Intent-based trading fits AI agents better than orderbooks
Baris Sozen argues that intent-based trading protocols — where an agent declares a desired outcome and the protocol handles execution — are a natural fit for LLM agents, using Hashlock Markets as a concrete reference implementation.
Score breakdown
Developers building AI agents for DeFi should evaluate intent-based protocols and HTLC-based settlement as a design pattern that minimizes agent reasoning surface, eliminates MEV exposure, and enables exhaustive state-machine testing across multiple chains with a single unified tool vocabulary.
- 01Author Baris Sozen argues intent-based trading — where the agent declares an outcome and the protocol handles execution — is the most agent-native DeFi protocol shape.
- 02LLM agents are well-suited to single-call, endpoint-state declarations but poorly suited to continuous control loops like live orderbook repricing.
- 03Sealed-bid RFQ eliminates the need for agents to reason about orderbook depth, front-running risk, and slippage tolerance.
Baris Sozen's post makes the case that the protocol shape of intent-based trading aligns naturally with how LLM agents operate. An LLM agent reads context, decides what it wants to happen, picks a tool, and submits a single call — a pattern that maps cleanly onto "I want to sell 2 ETH for USDT at the best available price," but maps poorly onto maintaining a live limit order with continuous repricing, cancel-and-requote logic, and partial fill monitoring. That second pattern is a control loop, not a language problem, and Sozen argues a dedicated execution algo will always outperform an LLM there. Intent-based protocols remove the control loop from the agent's responsibilities entirely.
Sozen uses Hashlock Markets as a reference implementation to make the argument concrete.
Sozen uses Hashlock Markets as a reference implementation to make the argument concrete. Its sealed-bid RFQ mechanism collapses the agent's reasoning surface: instead of reasoning about orderbook depth, front-running risk, and slippage tolerance, the agent opens an RFQ, market makers submit sealed quotes, and the agent accepts the best one. Settlement is handled via Hash Time-Locked Contracts (HTLCs), which produce exactly three terminal states — `funded`, `claimed`, `refunded` — enabling exhaustive behavioral testing. The MCP server exposes just six tools (`create_rfq`, `respond_rfq`, `create_htlc`, `withdraw_htlc`, `refund_htlc`, `get_htlc`) that work identically across Ethereum (EVM), Bitcoin (wrapped HTLC), and Sui (Move HTLC), with Solana and Arbitrum on the roadmap.
The cross-chain vocabulary unification is highlighted as a key agent-design win: prompt engineering scales linearly with tool count, so six unified tools is manageable where eighteen chain-specific variants would not be. Cross-chain failure modes also converge — a failed HTLC on Sui and a failed HTLC on Ethereum look identical to the agent. Authentication uses Sign-In With Ethereum (SIWE), where the user signs a message with their wallet to receive a 7-day JWT used as a bearer token by the agent.
Key facts
- 01Author Baris Sozen argues intent-based trading — where the agent declares an outcome and the protocol handles execution — is the most agent-native DeFi protocol shape.
- 02LLM agents are well-suited to single-call, endpoint-state declarations but poorly suited to continuous control loops like live orderbook repricing.
- 03Sealed-bid RFQ eliminates the need for agents to reason about orderbook depth, front-running risk, and slippage tolerance.
- 04Hash Time-Locked Contracts (HTLCs) provide three clean terminal states — funded, claimed, refunded — enabling exhaustive agent behavior testing.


• [Problem requirements]: In the entries below, find the line with "Give me the" and the line with "Given this 768w"; copy them and every line between them exactly, but not the pictures.

[[ Provided information open ]]

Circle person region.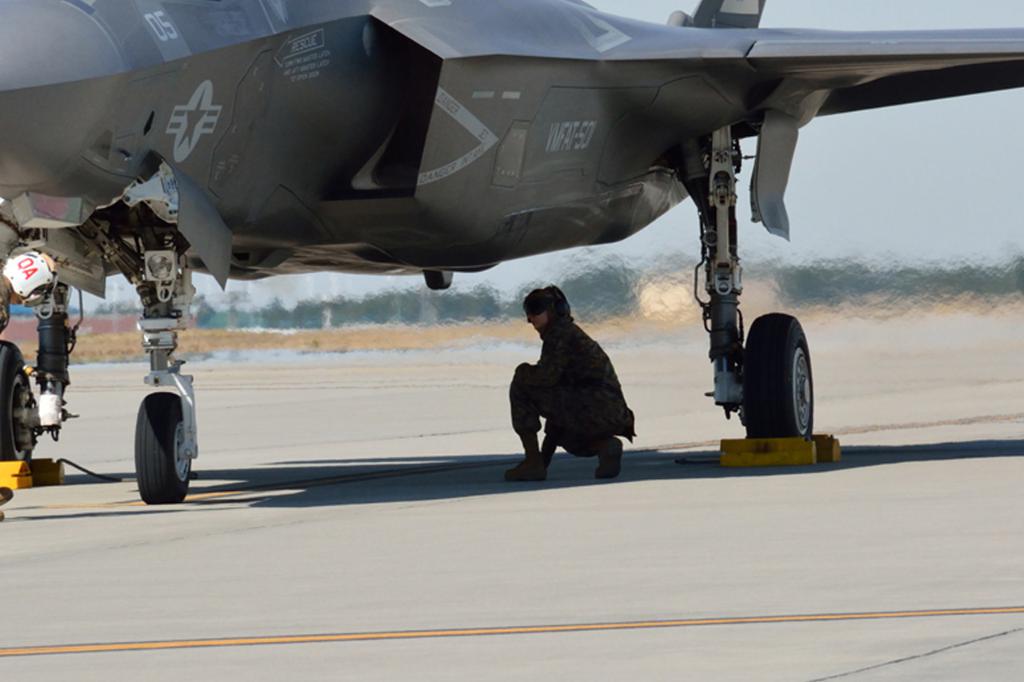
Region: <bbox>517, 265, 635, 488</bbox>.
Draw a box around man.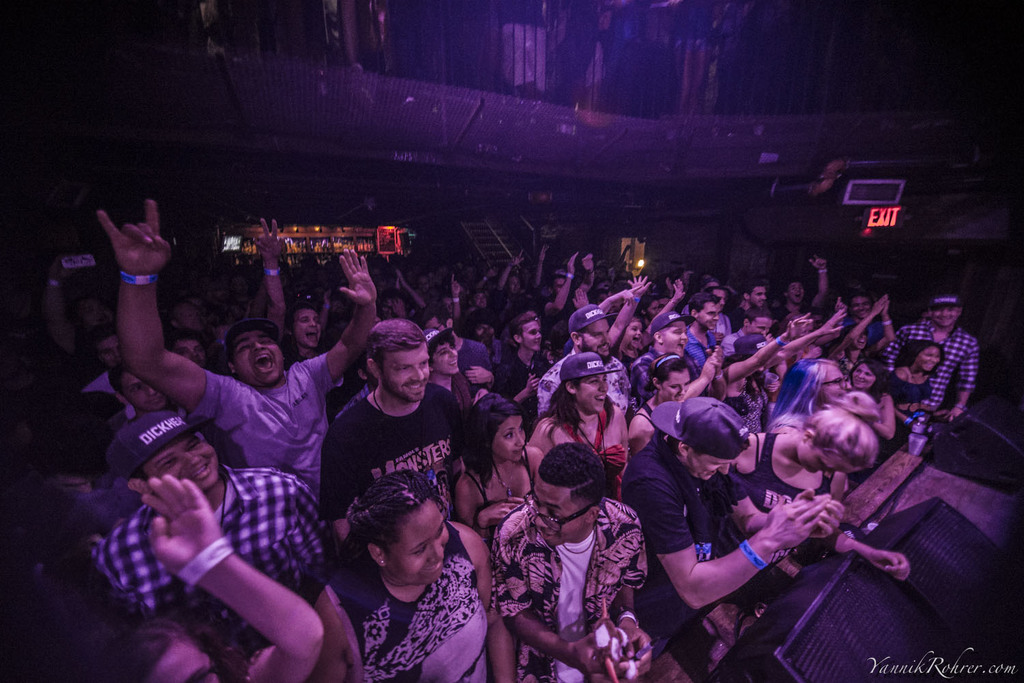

[[ Provided information closed ]]
[[ Provided information open ]]

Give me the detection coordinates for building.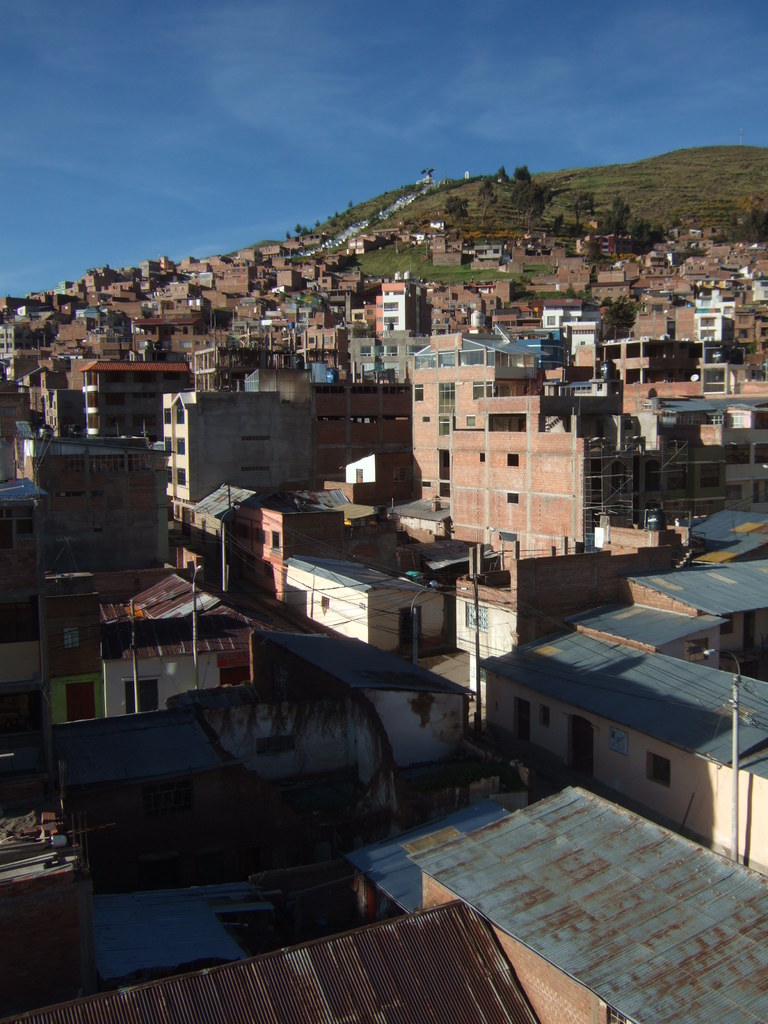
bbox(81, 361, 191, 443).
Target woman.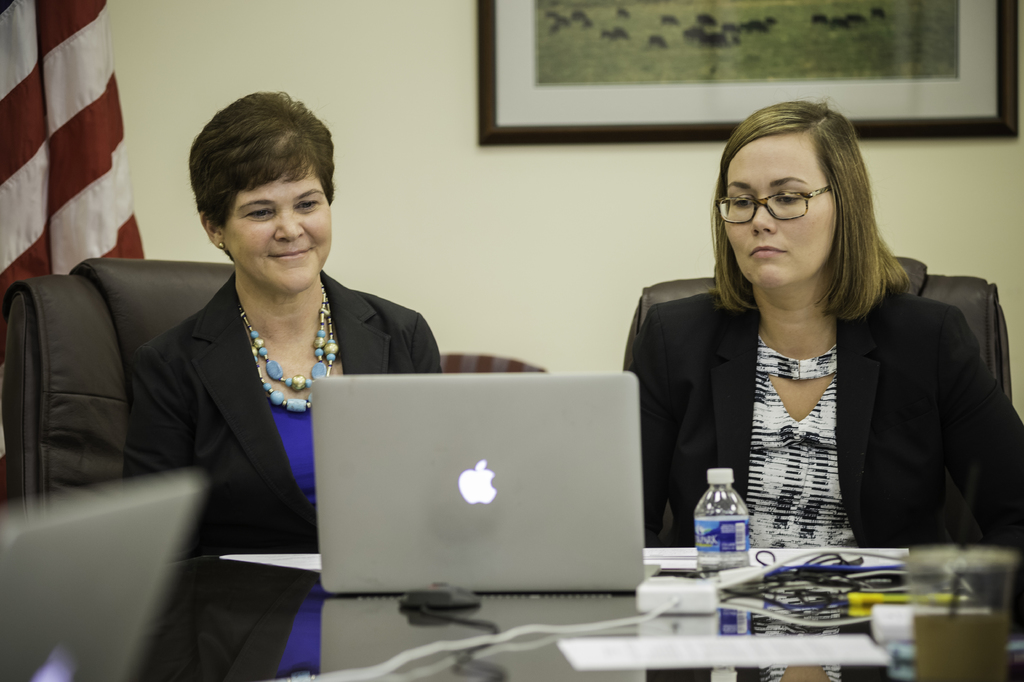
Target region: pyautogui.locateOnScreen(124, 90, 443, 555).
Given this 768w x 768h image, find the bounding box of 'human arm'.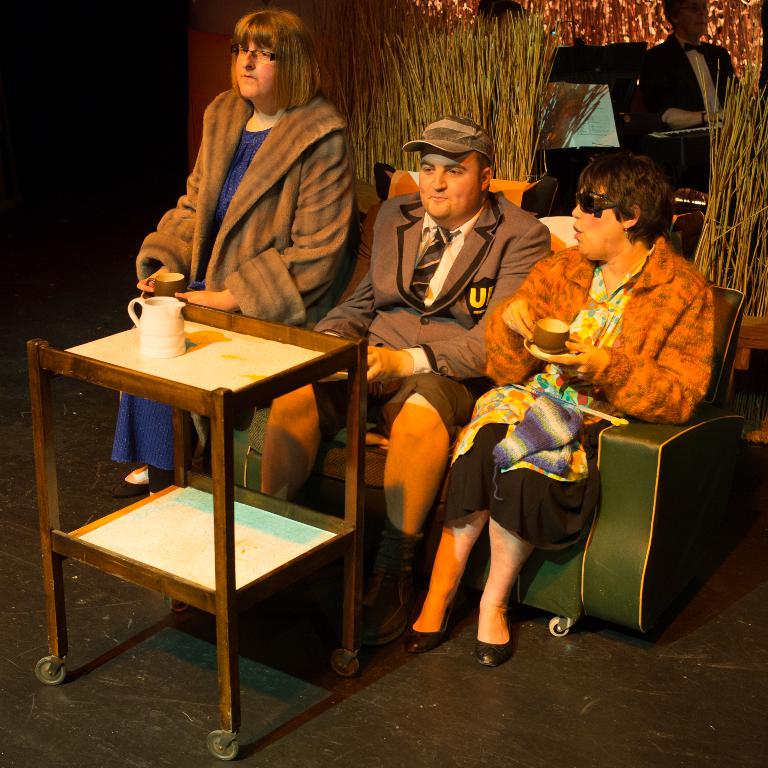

[[ Provided information closed ]]
[[ Provided information open ]]

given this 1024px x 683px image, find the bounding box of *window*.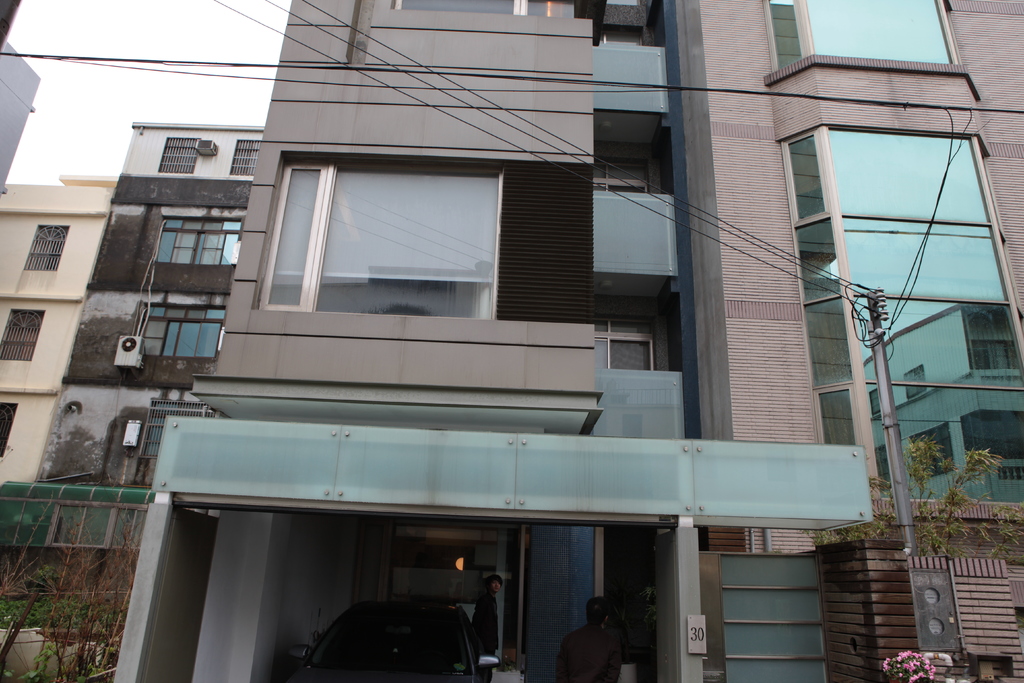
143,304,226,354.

[[ Provided information closed ]]

• [Exercise response]:
Give me the detection coordinates for building.
bbox(81, 361, 191, 443).
Target woman.
Target region: pyautogui.locateOnScreen(124, 90, 443, 555).
Given this 768w x 768h image, find the bounding box of 'human arm'.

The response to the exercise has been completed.